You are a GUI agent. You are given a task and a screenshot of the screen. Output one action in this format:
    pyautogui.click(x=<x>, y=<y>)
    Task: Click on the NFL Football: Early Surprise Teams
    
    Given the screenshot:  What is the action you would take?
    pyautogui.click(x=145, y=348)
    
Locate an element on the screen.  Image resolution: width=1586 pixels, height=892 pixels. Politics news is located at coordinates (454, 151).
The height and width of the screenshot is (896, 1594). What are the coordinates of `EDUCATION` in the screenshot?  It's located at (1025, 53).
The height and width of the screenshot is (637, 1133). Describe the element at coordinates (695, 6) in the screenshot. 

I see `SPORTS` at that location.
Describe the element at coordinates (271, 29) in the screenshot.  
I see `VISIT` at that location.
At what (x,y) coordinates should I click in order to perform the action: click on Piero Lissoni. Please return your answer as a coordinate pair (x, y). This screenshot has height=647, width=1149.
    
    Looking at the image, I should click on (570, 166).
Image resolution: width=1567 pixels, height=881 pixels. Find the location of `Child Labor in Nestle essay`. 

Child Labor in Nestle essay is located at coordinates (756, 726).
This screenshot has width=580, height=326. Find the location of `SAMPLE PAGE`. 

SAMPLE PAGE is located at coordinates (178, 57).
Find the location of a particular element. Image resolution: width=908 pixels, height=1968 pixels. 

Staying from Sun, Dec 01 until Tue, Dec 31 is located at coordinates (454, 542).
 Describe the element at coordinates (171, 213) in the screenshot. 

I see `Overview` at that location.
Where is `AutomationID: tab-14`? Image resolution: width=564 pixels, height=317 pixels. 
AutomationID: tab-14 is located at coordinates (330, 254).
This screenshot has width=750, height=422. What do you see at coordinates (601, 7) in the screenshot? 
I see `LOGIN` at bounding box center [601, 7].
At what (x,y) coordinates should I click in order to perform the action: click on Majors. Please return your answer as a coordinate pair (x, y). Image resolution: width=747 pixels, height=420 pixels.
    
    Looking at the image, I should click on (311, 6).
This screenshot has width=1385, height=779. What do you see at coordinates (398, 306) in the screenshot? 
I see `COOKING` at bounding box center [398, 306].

* * * * *

» **Problem to work on**
What is needed is an exact copy of every entry.

» **Written solution**
You are a GUI agent. You are given a task and a screenshot of the screen. Output one action in this format:
    pyautogui.click(x=<x>, y=<y>)
    Task: Click on the NFL Football: Early Surprise Teams
    
    Given the screenshot:  What is the action you would take?
    pyautogui.click(x=145, y=348)
    
Locate an element on the screen.  Image resolution: width=1586 pixels, height=892 pixels. Politics news is located at coordinates (454, 151).
The height and width of the screenshot is (896, 1594). What are the coordinates of `EDUCATION` in the screenshot?  It's located at (1025, 53).
The height and width of the screenshot is (637, 1133). Describe the element at coordinates (695, 6) in the screenshot. 

I see `SPORTS` at that location.
Describe the element at coordinates (271, 29) in the screenshot.  
I see `VISIT` at that location.
At what (x,y) coordinates should I click in order to perform the action: click on Piero Lissoni. Please return your answer as a coordinate pair (x, y). This screenshot has height=647, width=1149.
    
    Looking at the image, I should click on (570, 166).
Image resolution: width=1567 pixels, height=881 pixels. Find the location of `Child Labor in Nestle essay`. 

Child Labor in Nestle essay is located at coordinates (756, 726).
This screenshot has width=580, height=326. Find the location of `SAMPLE PAGE`. 

SAMPLE PAGE is located at coordinates (178, 57).
Find the location of a particular element. Image resolution: width=908 pixels, height=1968 pixels. 

Staying from Sun, Dec 01 until Tue, Dec 31 is located at coordinates (454, 542).
 Describe the element at coordinates (171, 213) in the screenshot. 

I see `Overview` at that location.
Where is `AutomationID: tab-14`? Image resolution: width=564 pixels, height=317 pixels. 
AutomationID: tab-14 is located at coordinates (330, 254).
This screenshot has width=750, height=422. What do you see at coordinates (601, 7) in the screenshot? 
I see `LOGIN` at bounding box center [601, 7].
At what (x,y) coordinates should I click in order to perform the action: click on Majors. Please return your answer as a coordinate pair (x, y). Image resolution: width=747 pixels, height=420 pixels.
    
    Looking at the image, I should click on (311, 6).
This screenshot has width=1385, height=779. What do you see at coordinates (398, 306) in the screenshot? 
I see `COOKING` at bounding box center [398, 306].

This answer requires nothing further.